With hope all but gone for the 33 men and women of the El Faro, government agencies turned to the task of investigating its sinking in Hurricane Joaquin, on the ship’s run from Jacksonville, Fla., to San Juan, Puerto Rico.
The investigation – and more immediately, speculation over why the ship sank – could refuel advocates of repealing the Jones Act, with arguments that U.S. shippers and shipbuilders are not up to the task of modern commerce. It’s not just about blue water shipping, but could reverberate into the workboat industry as well.
Whatever the National Transportation Safety Board uncovers – with help from the Coast Guard and the Navy’s remotely operated vehicles – may bring new rules for making U.S. mariners safer. On Friday Sen. Bill Nelson, D-Fla., spoke of potentially amending the Jones Act to update lifesaving equipment on U.S. cargo ships, such as replacing the gravity davit-hung lifeboats on older vessels with fully enclosed, rapid-launch SOLAS lifeboats.
The El Faro’s last American Bureau of Shipping and Coast Guard inspections and certifications were completed in February and March, according to the ship’s owner TOTE Maritime. In 2016, the 790’x95’ ro/ro containership was to be replaced by TOTE’s new pair of liquefied natural gas (LNG) fueled ships, the 764’ Isla Bella and Perla de Caribe, the first of their kind in the world, The ships are being built at the General Dynamics NASSCO yard in San Diego.
Despite TOTE’s investment in its Sea Star Line, an older storyline is emerging, with news accounts quoting former crewmen complaining about deficiencies they saw in the 40-year El Faro: “rust bucket” U.S.-flagged ships that keep operating on Jones Act life support from Congress and the law passed 95 years ago to promote U.S. maritime trade and security.
The sinking happened just weeks after U.S. Maritime Administration chief Paul “Chip” Jaenichen assured a shipping forum in New York City that the Jones Act retains strong support in Congress and the Obama administration.
Still, Jones Act critics are rumbling, and the El Faro loss may contribute to it. Attacks on the law include the grotesque: a YouTube animated cartoon of dubious provenance that blames the sinking on the Jones Act, and mocks the U.S. shipping industry.

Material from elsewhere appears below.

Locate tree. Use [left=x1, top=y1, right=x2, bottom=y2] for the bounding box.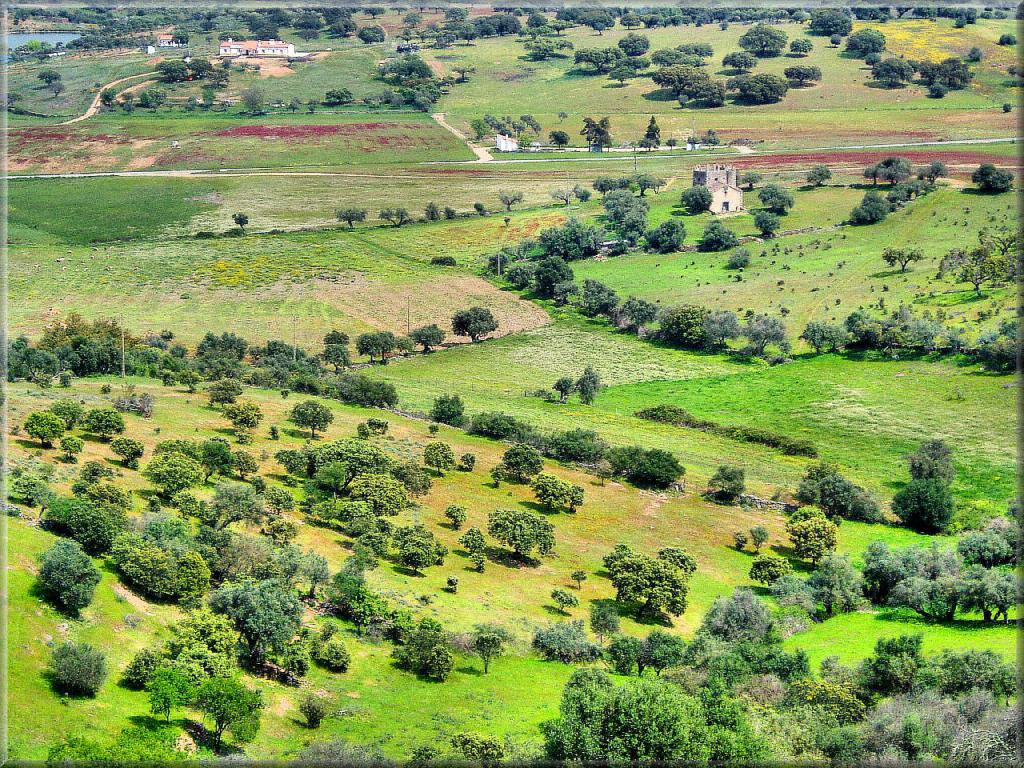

Other more high-minded attacks come from conservative and libertarian think tanks, builders of the intellectual superstructure for deregulating maritime trade. Those opinion columns keep popping up, despite repeated defeats of Jones Act critics in Congress and the courts.
Maritime writer Bob Frump, who covered the last disaster of this scale for the Philadelphia Inquirer after the 605’x75’ coal carrier Marine Electric sank in 1983, doubts that the NTSB investigation into the El Faro will address deeper problems in the U.S. fleet.
“But lost in the review, almost certainly, will be an inquiry into whether very, very old ships like the El Faro should be left in service,” Frump writes. “It’s a good question because so very, very much of the American merchant marine is composed of so many very, very old ships.”